Sarwar to unveil detail of GB Energy during campaign stop in Aberdeen
Scottish Labour leader Anas Sarwar will today commit to ensuring the north east of Scotland remains “an energy powerhouse for generations to come” during a campaign stop in Aberdeen.
UK Labour leader Keir Starmer has pledged to put Scotland “at the beating heart” of a clean-energy UK and has since 2022 spoken about basing a publicly owned energy company north of the border should he prove successful at the general election.
The Labour leader has drip-fed details about the company, which will be called GB Energy, but so far nothing substantive is known about where it will be based or what it will do. Although the state-owned power company forms the centrepiece of Labour’s plan to decarbonise electricity supply, it has emerged that it will not be a generation company but rather an investment vehicle that works alongside existing suppliers.
The energy industry has long made the case that GB Energy should be based in Aberdeen, which has been hit hard by the decline in oil and gas over the past decade, but Labour has remained tight-lipped about whether it would house the company there.
It has, however, pledged to use the money it raises via a windfall tax on energy companies to pay for the company, which it says will deliver 53,000 new clean energy jobs in addition to cutting energy bills for British consumers.
Speaking ahead of his visit to Aberdeen, where Labour is targeting the seat currently held by SNP Westminster leader Stephen Flynn, Sarwar said that Labour will “deliver the energy jobs of the future and futureproof the energy workforce”.
“This election is an opportunity to deliver the change that Scotland needs,” he said. “Labour’s bold energy plans would put Scotland in the global forefront of the transition to green energy.
“There will be a global leader in the transition – with Labour Scotland can be that leader.
“Our plans will deliver some 69,000 jobs to Scotland and drive down bills for Scots, paid for by a windfall tax on the excess profits of oil and gas giants.
“While the SNP tie themselves in knots on energy, Labour is clear – oil and gas will be part of the energy mix for decades to come and a Labour government will deliver the renewable energy infrastructure that we need for the future."
Energy has emerged as a key battleground in the election campaign, with the Conservatives, who earlier this year said they would legislate to mandate annual North Sea licensing rounds, remaining committed to issuing new oil and gas licences while Labour has said it would oppose them.
The SNP’s position on licences remains unclear. Although licensing is reserved to Westminster, former first minister Nicola Sturgeon opposed developments at Cambo and Rosebank and said no further drilling should take place in Scottish waters. At the start of last year her government said it could no longer support its previous position of "maximising economic recovery" of fossil fuel reserves.
The Scottish Government is due to publish its energy strategy in the coming weeks, but during an STV leader’s debate earlier this week First Minister John Swinney refused to be drawn on whether its position on drilling had changed.
During a campaign stop in Linlithgow, Deputy First Minister Kate Forbes said the SNP had “never said no” to new oil and gas licences but rather that “all further licensing must be compatible with a climate-change test”.
During yesterday’s session of First Minister’s Questions Scottish Conservative leader Douglas Ross asked Forbes, who was sitting in for Swinney, whether the SNP believes the granting of new oil and gas licences in the North Sea “is essential, not only for our energy security, but to protect tens of thousands of jobs here in Scotland”.
Forbes said that the SNP is “absolutely crystal clear in our support for a just transition for Scotland's oil and gas sector which recognises the declining nature of the North Sea Basin and is in line with our climate change commitments”.
“The difference between this party and the Conservatives is that we will never abandon our workers, we will never leave a legacy of inequality, and we will never destroy communities like the Tories did in the last transition,” she said.
“Any further extraction must be consistent with our climate obligations, and we must approach licensing on a rigorously evidence-led case-by-case basis, with robust climate compatibility and energy security being key considerations.”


Assignment:
In the material below, list every line carrying the string "Rainfall".

= = =

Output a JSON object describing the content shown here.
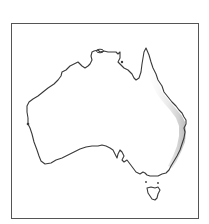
{
  "map": {
    "subject": "Australia",
    "highlighted_region": "Eastern coastal strip (Queensland / New South Wales)",
    "colors": {
      "background": "#ffffff",
      "frame": "#555555",
      "coastline": "#3a3a3a",
      "land": "#ffffff",
      "highlight": "#c8c8c8"
    },
    "features": [
      "mainland",
      "tasmania",
      "east-coast-shading"
    ]
  }
}
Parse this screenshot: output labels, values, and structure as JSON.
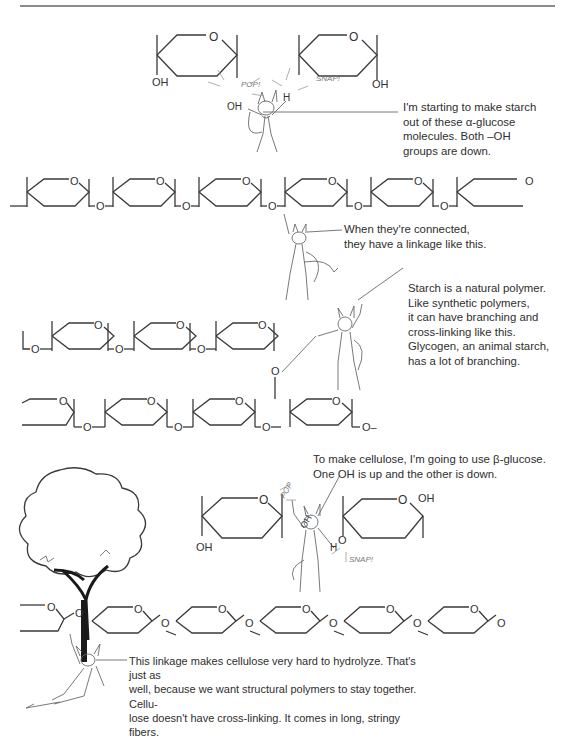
{
  "page": {
    "type": "textbook cartoon illustration",
    "topic": "starch and cellulose polymers"
  },
  "panels": [
    {
      "id": "alpha-glucose",
      "sound_effects": [
        "POP!",
        "SNAP!"
      ],
      "labels": {
        "oh_left": "OH",
        "oh_pop": "OH",
        "h": "H",
        "o": "O"
      },
      "caption": [
        "I'm starting to make starch",
        "out of these α-glucose",
        "molecules. Both –OH",
        "groups are down."
      ]
    },
    {
      "id": "alpha-linkage-chain",
      "ring_oxygen": "O",
      "bridge_oxygen": "O",
      "caption": [
        "When they're connected,",
        "they have a linkage like this."
      ]
    },
    {
      "id": "branching",
      "caption": [
        "Starch is a natural polymer.",
        "Like synthetic polymers,",
        "it can have branching and",
        "cross-linking like this.",
        "Glycogen, an animal starch,",
        "has a lot of branching."
      ],
      "chain_end": "O–"
    },
    {
      "id": "beta-glucose",
      "sound_effects": [
        "POP",
        "SNAP!"
      ],
      "labels": {
        "oh_left": "OH",
        "oh_right": "OH",
        "oh_pop": "OH",
        "h": "H",
        "o": "O"
      },
      "caption": [
        "To make cellulose, I'm going to use β-glucose.",
        "One OH is up and the other is down."
      ]
    },
    {
      "id": "cellulose-chain",
      "ring_oxygen": "O",
      "bridge_oxygen": "O",
      "caption": [
        "This linkage makes cellulose very hard to hydrolyze. That's just as",
        "well, because we want structural polymers to stay together. Cellu-",
        "lose doesn't have cross-linking. It comes in long, stringy fibers."
      ]
    }
  ],
  "icons": [
    "devil-character-icon",
    "tree-icon",
    "glucose-ring-icon"
  ],
  "colors": {
    "ink": "#3a3a3a",
    "rule": "#8a8a8a",
    "background": "#ffffff"
  }
}
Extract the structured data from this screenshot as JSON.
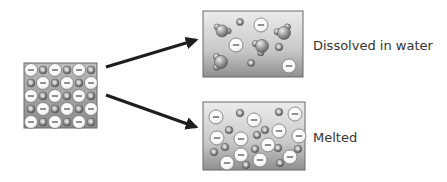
{
  "diagram": {
    "states": [
      {
        "id": "solid",
        "label": ""
      },
      {
        "id": "dissolved",
        "label": "Dissolved in water"
      },
      {
        "id": "melted",
        "label": "Melted"
      }
    ],
    "labels": {
      "dissolved": "Dissolved in water",
      "melted": "Melted"
    },
    "ion_symbols": {
      "anion": "−",
      "cation": "+"
    },
    "colors": {
      "box_border": "#6b6b6b",
      "box_fill_light": "#e6e6e6",
      "box_fill_dark": "#8c8c8c",
      "anion_fill": "#ffffff",
      "cation_fill": "#8a8a8a",
      "water_fill": "#9a9a9a",
      "arrow": "#1e1e1e"
    }
  }
}
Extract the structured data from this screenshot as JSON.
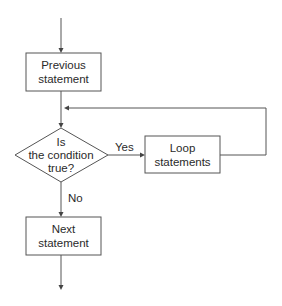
{
  "diagram": {
    "type": "flowchart",
    "nodes": {
      "previous": {
        "shape": "rectangle",
        "line1": "Previous",
        "line2": "statement"
      },
      "condition": {
        "shape": "diamond",
        "line1": "Is",
        "line2": "the condition",
        "line3": "true?"
      },
      "loop": {
        "shape": "rectangle",
        "line1": "Loop",
        "line2": "statements"
      },
      "next": {
        "shape": "rectangle",
        "line1": "Next",
        "line2": "statement"
      }
    },
    "edges": {
      "yes_label": "Yes",
      "no_label": "No"
    },
    "colors": {
      "stroke": "#555555",
      "text": "#2a2a2a",
      "background": "#ffffff"
    }
  }
}
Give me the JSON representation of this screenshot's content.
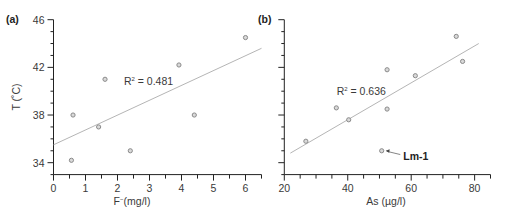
{
  "chart_data": [
    {
      "type": "scatter",
      "panel_label": "(a)",
      "title": "",
      "xlabel": "F⁻(mg/l)",
      "xlabel_main": "F",
      "xlabel_sup": "−",
      "xlabel_rest": "(mg/l)",
      "ylabel": "T (˚C)",
      "xlim": [
        0,
        6.5
      ],
      "ylim": [
        33,
        46
      ],
      "xticks": [
        0,
        1,
        2,
        3,
        4,
        5,
        6
      ],
      "xtick_labels": [
        "0",
        "1",
        "2",
        "3",
        "4",
        "5",
        "6"
      ],
      "x_minor_step": 0.5,
      "yticks": [
        34,
        38,
        42,
        46
      ],
      "ytick_labels": [
        "34",
        "38",
        "42",
        "46"
      ],
      "y_minor_step": 1,
      "grid": false,
      "points": [
        {
          "x": 0.56,
          "y": 34.2
        },
        {
          "x": 0.61,
          "y": 38.0
        },
        {
          "x": 1.41,
          "y": 37.0
        },
        {
          "x": 1.61,
          "y": 41.0
        },
        {
          "x": 2.4,
          "y": 35.0
        },
        {
          "x": 3.92,
          "y": 42.2
        },
        {
          "x": 4.4,
          "y": 38.0
        },
        {
          "x": 6.0,
          "y": 44.5
        }
      ],
      "trendline": {
        "x1": 0,
        "y1": 35.5,
        "x2": 6.5,
        "y2": 43.6
      },
      "annotation": {
        "text_main": "R",
        "text_sup": "2",
        "text_rest": " = 0.481",
        "x": 2.2,
        "y": 40.5
      },
      "marker_color": "#8a8a8a",
      "line_color": "#b5b5b5"
    },
    {
      "type": "scatter",
      "panel_label": "(b)",
      "title": "",
      "xlabel": "As (µg/l)",
      "ylabel": "",
      "xlim": [
        20,
        85
      ],
      "ylim": [
        33,
        46
      ],
      "xticks": [
        20,
        40,
        60,
        80
      ],
      "xtick_labels": [
        "20",
        "40",
        "60",
        "80"
      ],
      "x_minor_step": 5,
      "yticks": [
        34,
        38,
        42,
        46
      ],
      "ytick_labels": [],
      "y_minor_step": 1,
      "grid": false,
      "points": [
        {
          "x": 26.8,
          "y": 35.8
        },
        {
          "x": 36.4,
          "y": 38.6
        },
        {
          "x": 40.3,
          "y": 37.6
        },
        {
          "x": 50.7,
          "y": 35.0
        },
        {
          "x": 52.4,
          "y": 41.8
        },
        {
          "x": 52.4,
          "y": 38.5
        },
        {
          "x": 61.3,
          "y": 41.3
        },
        {
          "x": 74.2,
          "y": 44.6
        },
        {
          "x": 76.2,
          "y": 42.5
        }
      ],
      "trendline": {
        "x1": 21.9,
        "y1": 34.8,
        "x2": 81.3,
        "y2": 44.0
      },
      "annotation": {
        "text_main": "R",
        "text_sup": "2",
        "text_rest": " = 0.636",
        "x": 36.5,
        "y": 39.7
      },
      "callout": {
        "text": "Lm-1",
        "point": {
          "x": 50.7,
          "y": 35.0
        },
        "label_x": 57.5,
        "label_y": 34.6
      },
      "marker_color": "#8a8a8a",
      "line_color": "#b5b5b5"
    }
  ]
}
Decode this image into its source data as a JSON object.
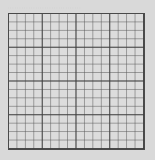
{
  "caption": {
    "text": "· · · · · · · · · · · · · · · · · · · · · · · · · · · · · · · ·"
  },
  "grid": {
    "columns": 16,
    "rows": 16,
    "major_every": 4,
    "background_color": "#dcdcdc",
    "line_color": "#4a4a4a"
  }
}
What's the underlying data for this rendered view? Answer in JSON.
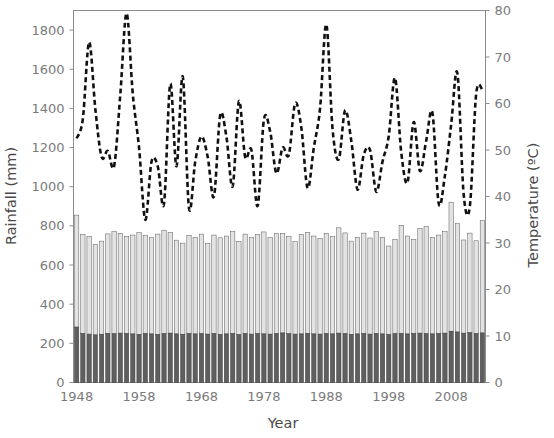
{
  "chart_data": {
    "type": "bar",
    "title": "",
    "subtitle": "",
    "xlabel": "Year",
    "ylabel": "Rainfall (mm)",
    "y2label": "Temperature (ºC)",
    "xlim": [
      1947.5,
      2013.5
    ],
    "ylim": [
      0,
      1900
    ],
    "y2lim": [
      0,
      80
    ],
    "grid": false,
    "legend": "none",
    "x_tick_labels": [
      "1948",
      "1958",
      "1968",
      "1978",
      "1988",
      "1998",
      "2008"
    ],
    "x_tick_values": [
      1948,
      1958,
      1968,
      1978,
      1988,
      1998,
      2008
    ],
    "y_tick_labels": [
      "0",
      "200",
      "400",
      "600",
      "800",
      "1000",
      "1200",
      "1400",
      "1600",
      "1800"
    ],
    "y_tick_values": [
      0,
      200,
      400,
      600,
      800,
      1000,
      1200,
      1400,
      1600,
      1800
    ],
    "y2_tick_labels": [
      "0",
      "10",
      "20",
      "30",
      "40",
      "50",
      "60",
      "70",
      "80"
    ],
    "y2_tick_values": [
      0,
      10,
      20,
      30,
      40,
      50,
      60,
      70,
      80
    ],
    "x": [
      1948,
      1949,
      1950,
      1951,
      1952,
      1953,
      1954,
      1955,
      1956,
      1957,
      1958,
      1959,
      1960,
      1961,
      1962,
      1963,
      1964,
      1965,
      1966,
      1967,
      1968,
      1969,
      1970,
      1971,
      1972,
      1973,
      1974,
      1975,
      1976,
      1977,
      1978,
      1979,
      1980,
      1981,
      1982,
      1983,
      1984,
      1985,
      1986,
      1987,
      1988,
      1989,
      1990,
      1991,
      1992,
      1993,
      1994,
      1995,
      1996,
      1997,
      1998,
      1999,
      2000,
      2001,
      2002,
      2003,
      2004,
      2005,
      2006,
      2007,
      2008,
      2009,
      2010,
      2011,
      2012,
      2013
    ],
    "series": [
      {
        "name": "Rainfall lower (stacked, mm)",
        "axis": "left",
        "type": "bar-segment",
        "color": "#5f5f5f",
        "values": [
          283,
          250,
          247,
          243,
          246,
          250,
          249,
          252,
          250,
          248,
          246,
          250,
          248,
          246,
          250,
          252,
          248,
          246,
          250,
          248,
          250,
          247,
          250,
          246,
          248,
          250,
          244,
          250,
          247,
          250,
          248,
          247,
          250,
          253,
          249,
          247,
          248,
          250,
          248,
          247,
          250,
          248,
          252,
          249,
          246,
          248,
          250,
          247,
          250,
          248,
          245,
          249,
          251,
          248,
          250,
          252,
          249,
          248,
          250,
          252,
          262,
          258,
          252,
          254,
          250,
          253
        ]
      },
      {
        "name": "Rainfall upper (stacked, mm)",
        "axis": "left",
        "type": "bar-segment",
        "color": "#e3e3e3",
        "values": [
          572,
          505,
          500,
          463,
          476,
          509,
          521,
          509,
          497,
          505,
          519,
          500,
          492,
          512,
          528,
          515,
          479,
          466,
          502,
          493,
          508,
          462,
          503,
          493,
          500,
          520,
          476,
          508,
          495,
          506,
          521,
          494,
          510,
          509,
          497,
          473,
          509,
          515,
          500,
          489,
          512,
          497,
          538,
          515,
          476,
          493,
          513,
          491,
          521,
          494,
          452,
          482,
          552,
          500,
          481,
          535,
          548,
          493,
          503,
          519,
          659,
          553,
          476,
          509,
          474,
          574
        ]
      },
      {
        "name": "Temperature (ºC)",
        "axis": "right",
        "type": "line",
        "style": "dashed",
        "color": "#111111",
        "values": [
          52.5,
          56.7,
          73.2,
          58.8,
          48.5,
          49.8,
          46.5,
          62.0,
          79.4,
          62.0,
          50.5,
          35.0,
          47.5,
          46.5,
          38.5,
          64.2,
          46.5,
          65.8,
          37.5,
          47.5,
          52.9,
          48.5,
          40.0,
          57.5,
          52.8,
          42.2,
          60.5,
          48.5,
          50.0,
          38.0,
          56.5,
          54.0,
          45.0,
          50.5,
          49.0,
          60.0,
          54.8,
          41.8,
          50.5,
          59.0,
          77.0,
          54.5,
          48.0,
          58.5,
          52.0,
          41.5,
          49.0,
          50.0,
          41.0,
          47.5,
          53.0,
          65.5,
          49.5,
          43.0,
          56.0,
          45.5,
          52.0,
          58.0,
          38.5,
          44.5,
          55.5,
          66.5,
          40.5,
          38.0,
          62.0,
          63.0
        ]
      }
    ]
  }
}
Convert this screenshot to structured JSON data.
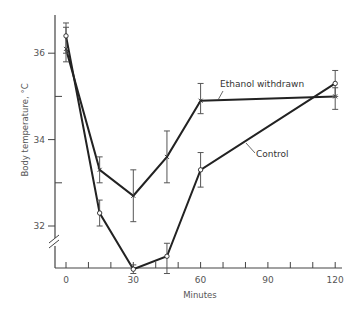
{
  "chart_data": {
    "type": "line",
    "title": "",
    "xlabel": "Minutes",
    "ylabel": "Body temperature, °C",
    "xlim": [
      0,
      120
    ],
    "ylim": [
      31,
      36.8
    ],
    "x_ticks": [
      0,
      30,
      60,
      90,
      120
    ],
    "x_minor_tick_step": 10,
    "y_ticks": [
      32,
      34,
      36
    ],
    "y_minor_ticks": [
      33,
      35
    ],
    "y_axis_break": true,
    "grid": false,
    "legend": "inline labels",
    "series": [
      {
        "name": "Ethanol withdrawn",
        "marker": "x",
        "x": [
          0,
          15,
          30,
          45,
          60,
          120
        ],
        "values": [
          36.1,
          33.3,
          32.7,
          33.6,
          34.9,
          35.0
        ],
        "error_low": [
          35.8,
          33.0,
          32.1,
          33.0,
          34.6,
          34.7
        ],
        "error_high": [
          36.6,
          33.6,
          33.3,
          34.2,
          35.3,
          35.2
        ]
      },
      {
        "name": "Control",
        "marker": "circle",
        "x": [
          0,
          15,
          30,
          45,
          60,
          120
        ],
        "values": [
          36.4,
          32.3,
          31.0,
          31.3,
          33.3,
          35.3
        ],
        "error_low": [
          36.0,
          32.0,
          30.9,
          30.9,
          32.9,
          35.0
        ],
        "error_high": [
          36.7,
          32.6,
          31.1,
          31.6,
          33.7,
          35.6
        ]
      }
    ]
  },
  "labels": {
    "xlabel": "Minutes",
    "ylabel": "Body temperature, °C",
    "series_ethanol": "Ethanol withdrawn",
    "series_control": "Control",
    "x_ticks": [
      "0",
      "30",
      "60",
      "90",
      "120"
    ],
    "y_ticks": [
      "32",
      "34",
      "36"
    ]
  },
  "colors": {
    "line": "#222222",
    "axis": "#444444",
    "text": "#555555"
  }
}
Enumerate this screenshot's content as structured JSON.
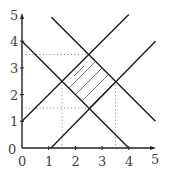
{
  "diagram": {
    "type": "linear-inequality-region",
    "x_axis": {
      "min": 0,
      "max": 5,
      "ticks": [
        "0",
        "1",
        "2",
        "3",
        "4",
        "5"
      ]
    },
    "y_axis": {
      "min": 0,
      "max": 5,
      "ticks": [
        "0",
        "1",
        "2",
        "3",
        "4",
        "5"
      ]
    },
    "lines": [
      {
        "name": "x+y=4",
        "from": [
          0,
          4
        ],
        "to": [
          4,
          0
        ]
      },
      {
        "name": "x+y=6",
        "from": [
          1.1,
          4.9
        ],
        "to": [
          5,
          1
        ]
      },
      {
        "name": "y=x+1",
        "from": [
          0,
          1
        ],
        "to": [
          4,
          5
        ]
      },
      {
        "name": "y=x-1",
        "from": [
          1,
          0
        ],
        "to": [
          5,
          4
        ]
      }
    ],
    "shaded_region": {
      "vertices": [
        [
          1.5,
          2.5
        ],
        [
          2.5,
          3.5
        ],
        [
          3.5,
          2.5
        ],
        [
          2.5,
          1.5
        ]
      ],
      "style": "hatched"
    },
    "guides": {
      "horizontal": [
        3.5,
        1.5
      ],
      "vertical": [
        1.5,
        3.5
      ]
    },
    "colors": {
      "line": "#222222",
      "guide": "#888888",
      "hatch": "#555555",
      "axis": "#222222"
    }
  }
}
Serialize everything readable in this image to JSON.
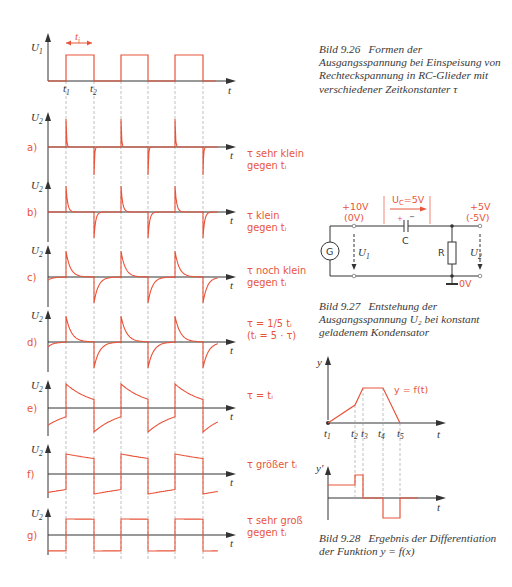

= = =

Answer for this exercise:
    "ylabel": "Rainfall (mm)",
        "name": "Rainfall lower (stacked, mm)",
        "name": "Rainfall upper (stacked, mm)",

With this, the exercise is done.